Prasoon Joshi
Jun 4, 2013

Cannes predictions: Prasoon Joshi

In the first of a series of predictions by leading regional creatives, Prasoon Joshi, president for South Asia at McCann Worldgroup, reads the tea leaves ahead of the festival.

Prasoon Joshi
Prasoon Joshi

Campaign Asia-Pacific asked several leading creatives from around the region to share their predictions about work from the region that could bring home metal from this year's Cannes Lions 60th International Festival of Creativity, taking place from 16-22 June. Look for the other installments in this series, and check out all of our Cannes coverage before, during and after the festival.

The Lions are around the corner. The metals remain coveted as ever, the jury as eclectic and the anticipation edgier. New categories like Best Use of Technology are adding to the brew.

So which work is likely to strike metal. Frankly, prediction is not possible at Cannes. While significant work on mainstream brands has made its presence felt, many's the time that pieces from new and lesser-known brands, causes and regions have garnered the shinier metal. Cannes is all about surprises. As much about that one Cinderella piece of work becoming the princess of the Croisette as it’s about crowning the most deserving, however obvious.

Having said that, here’s a look at some works that have made their presence felt in Asia-Pacific in charming, effective and impactful ways. Hopefully, they will do so in Cannes as well.

So first up, in no order of preference, two pieces of work from Down Under.

‘Volunteer to promote volunteering’ treaded a different route by asking not just the general public, but also corporates advertisers and broadcasters to volunteer 'space'—from Facebook pages to profile pictures to airtime and hoardings—to promote and raise awareness for the Seek volunteer website. The campaign saw tremendous results. The integrated use of media with a high level of public and personal involvement was finely done and its one of the better executed and presented cases.This campaign managed to get mind-space and more.

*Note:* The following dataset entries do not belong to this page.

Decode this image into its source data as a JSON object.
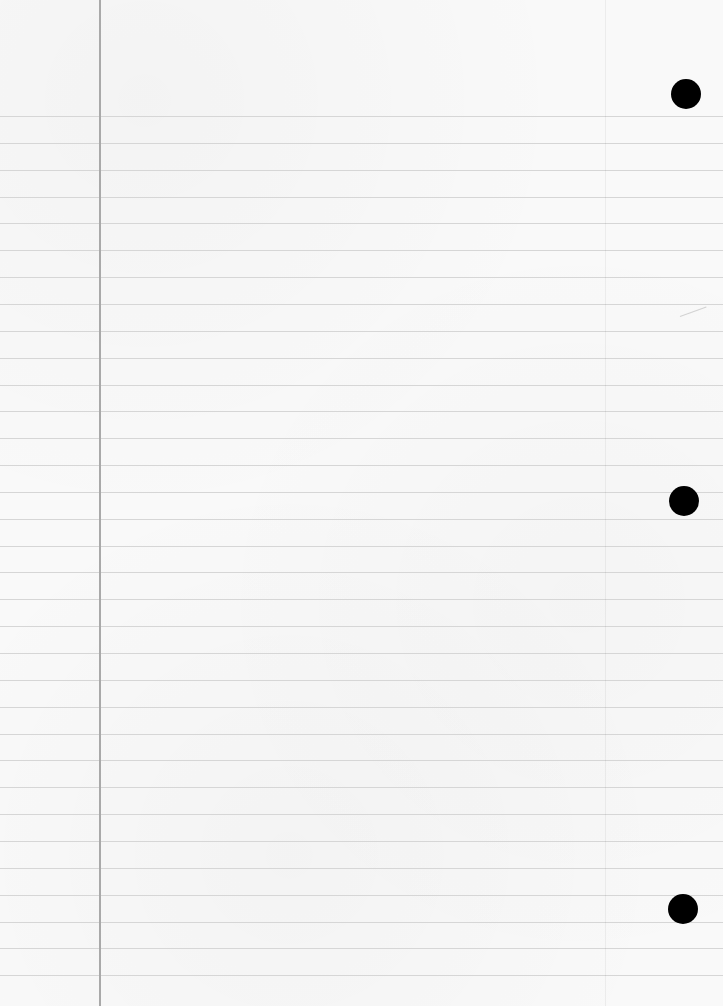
{
  "page": {
    "type": "lined-notebook-paper",
    "width": 723,
    "height": 1006,
    "background_color": "#f9f9f9",
    "rule_line_color": "#d6d6d6",
    "margin_line_color": "#a9a9a9",
    "hole_color": "#000000"
  },
  "rules": {
    "first_line_y": 116,
    "spacing": 26.85,
    "count": 33
  },
  "margin_line": {
    "x": 99
  },
  "faint_vertical_line": {
    "x": 605
  },
  "binder_holes": [
    {
      "cx": 686,
      "cy": 94,
      "r": 15
    },
    {
      "cx": 684,
      "cy": 501,
      "r": 15
    },
    {
      "cx": 683,
      "cy": 909,
      "r": 15
    }
  ],
  "faint_marks": {
    "ghost_text": "",
    "stroke": {
      "x": 680,
      "y": 316,
      "width": 28,
      "angle": -20
    }
  }
}
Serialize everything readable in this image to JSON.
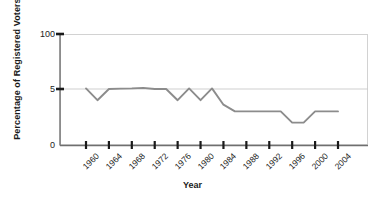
{
  "chart_data": {
    "type": "line",
    "title": "",
    "xlabel": "Year",
    "ylabel": "Percentage of Registered Voters",
    "xlim": [
      1959,
      2005
    ],
    "ylim": [
      0,
      100
    ],
    "yticks": [
      0,
      5,
      100
    ],
    "ytick_labels": [
      "0",
      "5",
      "100"
    ],
    "gridlines": [
      "5"
    ],
    "grid": true,
    "legend": "none",
    "xtick_labels": [
      "1960",
      "1964",
      "1968",
      "1972",
      "1976",
      "1980",
      "1984",
      "1988",
      "1992",
      "1996",
      "2000",
      "2004"
    ],
    "xticks": [
      1960,
      1964,
      1968,
      1972,
      1976,
      1980,
      1984,
      1988,
      1992,
      1996,
      2000,
      2004
    ],
    "series": [
      {
        "name": "Percentage of Registered Voters",
        "color": "#8c8c8c",
        "x": [
          1960,
          1962,
          1964,
          1966,
          1968,
          1970,
          1972,
          1974,
          1976,
          1978,
          1980,
          1982,
          1984,
          1986,
          1988,
          1990,
          1992,
          1994,
          1996,
          1998,
          2000,
          2002,
          2004
        ],
        "values": [
          6.0,
          4.0,
          5.0,
          5.6,
          6.0,
          7.0,
          5.0,
          5.0,
          4.0,
          6.0,
          4.0,
          6.0,
          3.6,
          3.0,
          3.0,
          3.0,
          3.0,
          3.0,
          2.0,
          2.0,
          3.0,
          3.0,
          3.0
        ]
      }
    ]
  },
  "axis": {
    "y_title": "Percentage of Registered Voters",
    "x_title": "Year"
  }
}
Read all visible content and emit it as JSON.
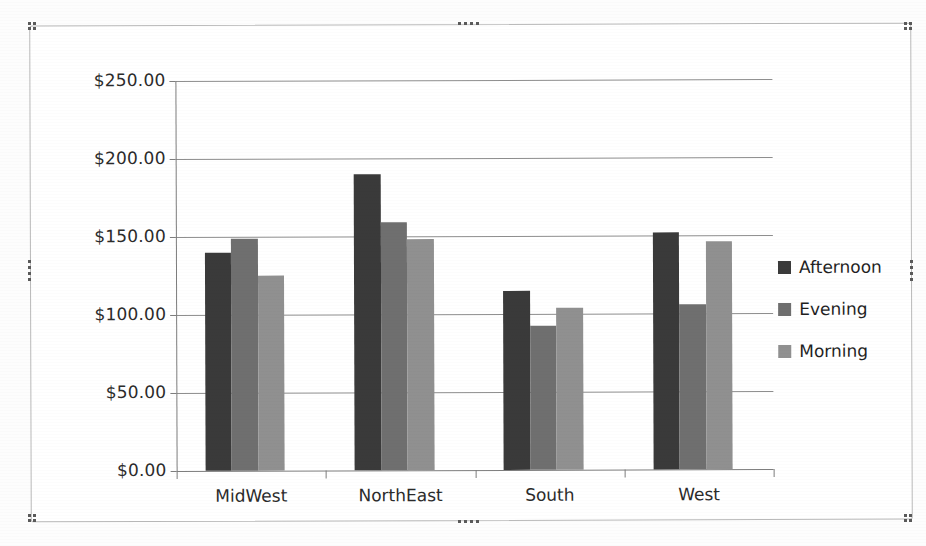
{
  "app": {
    "object_type": "chart-object",
    "selected": "true"
  },
  "chart_data": {
    "type": "bar",
    "title": "",
    "subtitle": "",
    "xlabel": "",
    "ylabel": "",
    "categories": [
      "MidWest",
      "NorthEast",
      "South",
      "West"
    ],
    "series": [
      {
        "name": "Afternoon",
        "color": "#3a3a3a",
        "values": [
          140,
          190,
          115,
          152
        ]
      },
      {
        "name": "Evening",
        "color": "#6f6f6f",
        "values": [
          149,
          159,
          92,
          106
        ]
      },
      {
        "name": "Morning",
        "color": "#909090",
        "values": [
          125,
          148,
          104,
          146
        ]
      }
    ],
    "ylim": [
      0,
      250
    ],
    "ytick_values": [
      0,
      50,
      100,
      150,
      200,
      250
    ],
    "ytick_labels": [
      "$0.00",
      "$50.00",
      "$100.00",
      "$150.00",
      "$200.00",
      "$250.00"
    ],
    "grid": "horizontal",
    "legend_position": "right",
    "value_prefix": "$",
    "number_format": "currency-2dp"
  },
  "legend": {
    "items": [
      {
        "label": "Afternoon",
        "color": "#3a3a3a"
      },
      {
        "label": "Evening",
        "color": "#6f6f6f"
      },
      {
        "label": "Morning",
        "color": "#909090"
      }
    ]
  },
  "selection_handles": {
    "positions": [
      "top-left",
      "top-center",
      "top-right",
      "middle-left",
      "middle-right",
      "bottom-left",
      "bottom-center",
      "bottom-right"
    ]
  }
}
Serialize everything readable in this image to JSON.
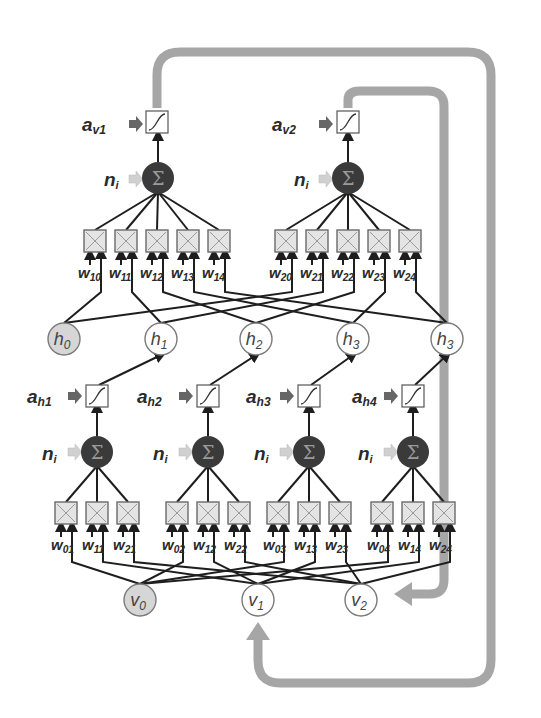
{
  "diagram": {
    "title": "",
    "colors": {
      "line": "#1e1e1e",
      "feedback_arrow": "#a6a6a6",
      "sum_node_fill": "#3a3a3a",
      "sum_symbol": "#9a9a9a",
      "product_box_fill": "#e4e4e4",
      "product_box_stroke": "#6a6a6a",
      "bias_node_fill": "#d6d6d6",
      "node_stroke": "#7a7a7a",
      "ni_arrow": "#cfcfcf",
      "a_arrow": "#666666"
    },
    "output_layer": {
      "units": [
        {
          "activation_label": "a",
          "activation_sub": "v1",
          "input_label": "n",
          "input_sub": "i",
          "sum_symbol": "Σ",
          "weights": [
            {
              "w": "w",
              "sub": "10"
            },
            {
              "w": "w",
              "sub": "11"
            },
            {
              "w": "w",
              "sub": "12"
            },
            {
              "w": "w",
              "sub": "13"
            },
            {
              "w": "w",
              "sub": "14"
            }
          ]
        },
        {
          "activation_label": "a",
          "activation_sub": "v2",
          "input_label": "n",
          "input_sub": "i",
          "sum_symbol": "Σ",
          "weights": [
            {
              "w": "w",
              "sub": "20"
            },
            {
              "w": "w",
              "sub": "21"
            },
            {
              "w": "w",
              "sub": "22"
            },
            {
              "w": "w",
              "sub": "23"
            },
            {
              "w": "w",
              "sub": "24"
            }
          ]
        }
      ]
    },
    "hidden_nodes": [
      {
        "label": "h",
        "sub": "0",
        "bias": true
      },
      {
        "label": "h",
        "sub": "1",
        "bias": false
      },
      {
        "label": "h",
        "sub": "2",
        "bias": false
      },
      {
        "label": "h",
        "sub": "3",
        "bias": false
      },
      {
        "label": "h",
        "sub": "3",
        "bias": false
      }
    ],
    "hidden_layer": {
      "units": [
        {
          "activation_label": "a",
          "activation_sub": "h1",
          "input_label": "n",
          "input_sub": "i",
          "sum_symbol": "Σ",
          "weights": [
            {
              "w": "w",
              "sub": "01"
            },
            {
              "w": "w",
              "sub": "11"
            },
            {
              "w": "w",
              "sub": "21"
            }
          ]
        },
        {
          "activation_label": "a",
          "activation_sub": "h2",
          "input_label": "n",
          "input_sub": "i",
          "sum_symbol": "Σ",
          "weights": [
            {
              "w": "w",
              "sub": "02"
            },
            {
              "w": "w",
              "sub": "12"
            },
            {
              "w": "w",
              "sub": "22"
            }
          ]
        },
        {
          "activation_label": "a",
          "activation_sub": "h3",
          "input_label": "n",
          "input_sub": "i",
          "sum_symbol": "Σ",
          "weights": [
            {
              "w": "w",
              "sub": "03"
            },
            {
              "w": "w",
              "sub": "13"
            },
            {
              "w": "w",
              "sub": "23"
            }
          ]
        },
        {
          "activation_label": "a",
          "activation_sub": "h4",
          "input_label": "n",
          "input_sub": "i",
          "sum_symbol": "Σ",
          "weights": [
            {
              "w": "w",
              "sub": "04"
            },
            {
              "w": "w",
              "sub": "14"
            },
            {
              "w": "w",
              "sub": "24"
            }
          ]
        }
      ]
    },
    "visible_nodes": [
      {
        "label": "v",
        "sub": "0",
        "bias": true
      },
      {
        "label": "v",
        "sub": "1",
        "bias": false
      },
      {
        "label": "v",
        "sub": "2",
        "bias": false
      }
    ]
  }
}
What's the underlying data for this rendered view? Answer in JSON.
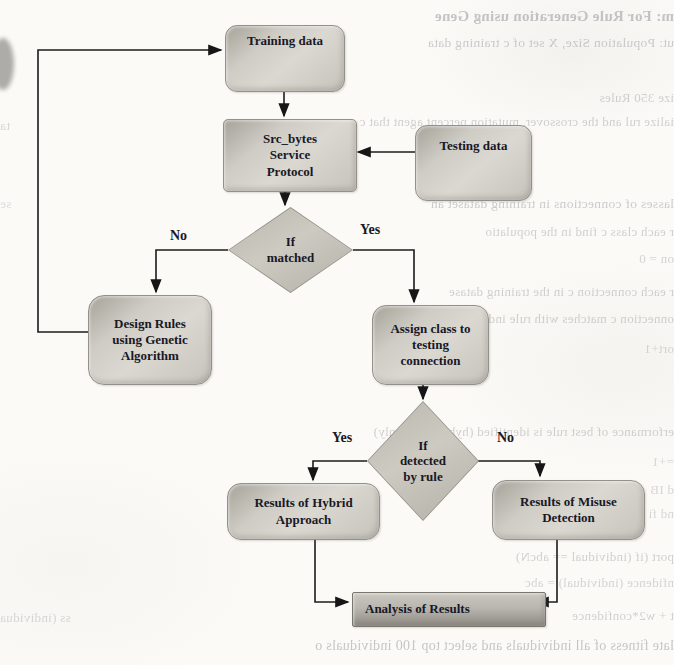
{
  "figure": {
    "nodes": {
      "training": {
        "label": "Training data"
      },
      "src_bytes": {
        "lines": [
          "Src_bytes",
          "Service",
          "Protocol"
        ]
      },
      "testing": {
        "label": "Testing data"
      },
      "decision_matched": {
        "lines": [
          "If",
          "matched"
        ]
      },
      "design_rules": {
        "lines": [
          "Design Rules",
          "using Genetic",
          "Algorithm"
        ]
      },
      "assign_class": {
        "lines": [
          "Assign class to",
          "testing",
          "connection"
        ]
      },
      "decision_detected": {
        "lines": [
          "If",
          "detected",
          "by rule"
        ]
      },
      "hybrid": {
        "lines": [
          "Results of Hybrid",
          "Approach"
        ]
      },
      "misuse": {
        "lines": [
          "Results of Misuse",
          "Detection"
        ]
      },
      "analysis": {
        "label": "Analysis of Results"
      }
    },
    "branch_labels": {
      "matched_no": "No",
      "matched_yes": "Yes",
      "detected_yes": "Yes",
      "detected_no": "No"
    },
    "colors": {
      "node_fill": "#d3d0c9",
      "node_edge": "#94918a",
      "ink": "#1c1c1c",
      "bleed_text": "#6e6e78",
      "page": "#fbfaf7"
    }
  },
  "bleed_lines": [
    {
      "text": "m: For Rule Generation using Gene",
      "x": 345,
      "y": 8,
      "w": 329,
      "size": 15,
      "weight": 700,
      "anchor": "start",
      "op": 0.38
    },
    {
      "text": "ut: Population Size, X set of c training data",
      "x": 358,
      "y": 35,
      "w": 316,
      "size": 13.5,
      "weight": 400,
      "anchor": "start",
      "op": 0.33
    },
    {
      "text": "ize 350 Rules",
      "x": 520,
      "y": 90,
      "w": 154,
      "size": 13,
      "weight": 400,
      "anchor": "start",
      "op": 0.3
    },
    {
      "text": "ialize rul and the crossover, mutation percent agent that c",
      "x": 300,
      "y": 114,
      "w": 374,
      "size": 13,
      "weight": 400,
      "anchor": "start",
      "op": 0.3
    },
    {
      "text": "ta",
      "x": 0,
      "y": 118,
      "w": 46,
      "size": 13,
      "weight": 400,
      "anchor": "end",
      "op": 0.25
    },
    {
      "text": "lasses of connections in training dataset an",
      "x": 305,
      "y": 196,
      "w": 369,
      "size": 13.5,
      "weight": 400,
      "anchor": "start",
      "op": 0.33
    },
    {
      "text": "se",
      "x": 0,
      "y": 196,
      "w": 40,
      "size": 13,
      "weight": 400,
      "anchor": "end",
      "op": 0.22
    },
    {
      "text": "r each class c find in the populatio",
      "x": 330,
      "y": 224,
      "w": 344,
      "size": 13,
      "weight": 400,
      "anchor": "start",
      "op": 0.3
    },
    {
      "text": "on = 0",
      "x": 585,
      "y": 251,
      "w": 89,
      "size": 13,
      "weight": 400,
      "anchor": "start",
      "op": 0.28
    },
    {
      "text": "r each connection c in the training datase",
      "x": 335,
      "y": 284,
      "w": 339,
      "size": 13,
      "weight": 400,
      "anchor": "start",
      "op": 0.3
    },
    {
      "text": "onnection c matches with rule individual-I then c",
      "x": 330,
      "y": 311,
      "w": 344,
      "size": 13,
      "weight": 400,
      "anchor": "start",
      "op": 0.3
    },
    {
      "text": "ort+1",
      "x": 600,
      "y": 341,
      "w": 74,
      "size": 13,
      "weight": 400,
      "anchor": "start",
      "op": 0.26
    },
    {
      "text": "erformance of best rule is identified (hybrid pos- only)",
      "x": 190,
      "y": 424,
      "w": 484,
      "size": 13,
      "weight": 400,
      "anchor": "start",
      "op": 0.3
    },
    {
      "text": "=+1",
      "x": 598,
      "y": 454,
      "w": 76,
      "size": 13,
      "weight": 400,
      "anchor": "start",
      "op": 0.26
    },
    {
      "text": "d IB",
      "x": 614,
      "y": 482,
      "w": 60,
      "size": 13,
      "weight": 400,
      "anchor": "start",
      "op": 0.25
    },
    {
      "text": "nd fi",
      "x": 610,
      "y": 506,
      "w": 64,
      "size": 13,
      "weight": 400,
      "anchor": "start",
      "op": 0.25
    },
    {
      "text": "port (if (individual == abcN)",
      "x": 430,
      "y": 549,
      "w": 244,
      "size": 13,
      "weight": 400,
      "anchor": "start",
      "op": 0.3
    },
    {
      "text": "nfidence (individual) = abc",
      "x": 435,
      "y": 575,
      "w": 239,
      "size": 13,
      "weight": 400,
      "anchor": "start",
      "op": 0.28
    },
    {
      "text": "t + w2*confidence",
      "x": 520,
      "y": 608,
      "w": 154,
      "size": 13,
      "weight": 400,
      "anchor": "start",
      "op": 0.3
    },
    {
      "text": "ss (individua",
      "x": 0,
      "y": 610,
      "w": 80,
      "size": 13,
      "weight": 400,
      "anchor": "end",
      "op": 0.25
    },
    {
      "text": "late fitness of all individuals and select top 100 individuals o",
      "x": 0,
      "y": 638,
      "w": 674,
      "size": 14,
      "weight": 400,
      "anchor": "start",
      "op": 0.38
    }
  ]
}
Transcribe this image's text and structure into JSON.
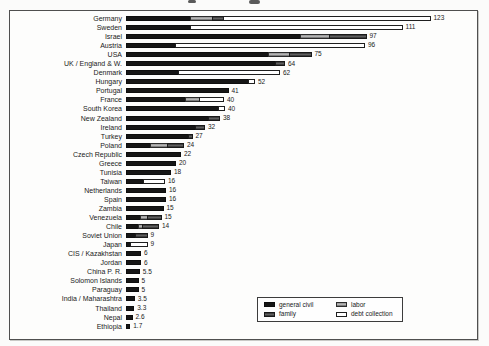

Totally disarming and memorable is ‘Dumb ways to die’, demonstrating that however strong the clamour behind ‘create a great viral campaign', it doesn’t happen—great campaigns go viral. Tackling the dark issue of accidents and death with a tongue-in-cheek approach to promote train safety, the simple animation and music seeped infectiously into popular consciousness. Inspirational. And a hot favourite with many.

Another piece of work that could be considered technologically interesting would be the TedX Mimeisthai—a speech-recognition trending engine that captured snippets of live banter. Then, feeding these conversations into data visualisation, created a sound cloud. Every conversation became a sort of conversation point. Interesting enough for the judges to have a chat. 

It’s both an interesting and challenging time for our industry as it gets redefined. Straddling contrasting ends of a world, where some beliefs still go by the book, while others are recast with 'Spring revolutions' triggered on Facebook and other social media. Today, a climate change conference is no longer just attended by the official national reps, but can invite real-time twitter involvement from across the world. Content is now democratised; consumers are now co-creators, from the honing of digital skills, there’s’ now talk of singularity—of man and machine being one. To create work that rises above the challenge of this changing world, media and mind space around us is no mean feat.

The main reason these pieces of work stood out for me is that these ideas have an inherent amoeba-like quality. They can mutate and morph in many dimensions. Of course there could be many more in the running, like NRMA’s ‘Create your own car’ or the ‘Beyond the wall’ campaign for Mountain Dew bringing street art and graffiti to life. The creative spirit thrives on being tested. Cheers. Let’s go hunting.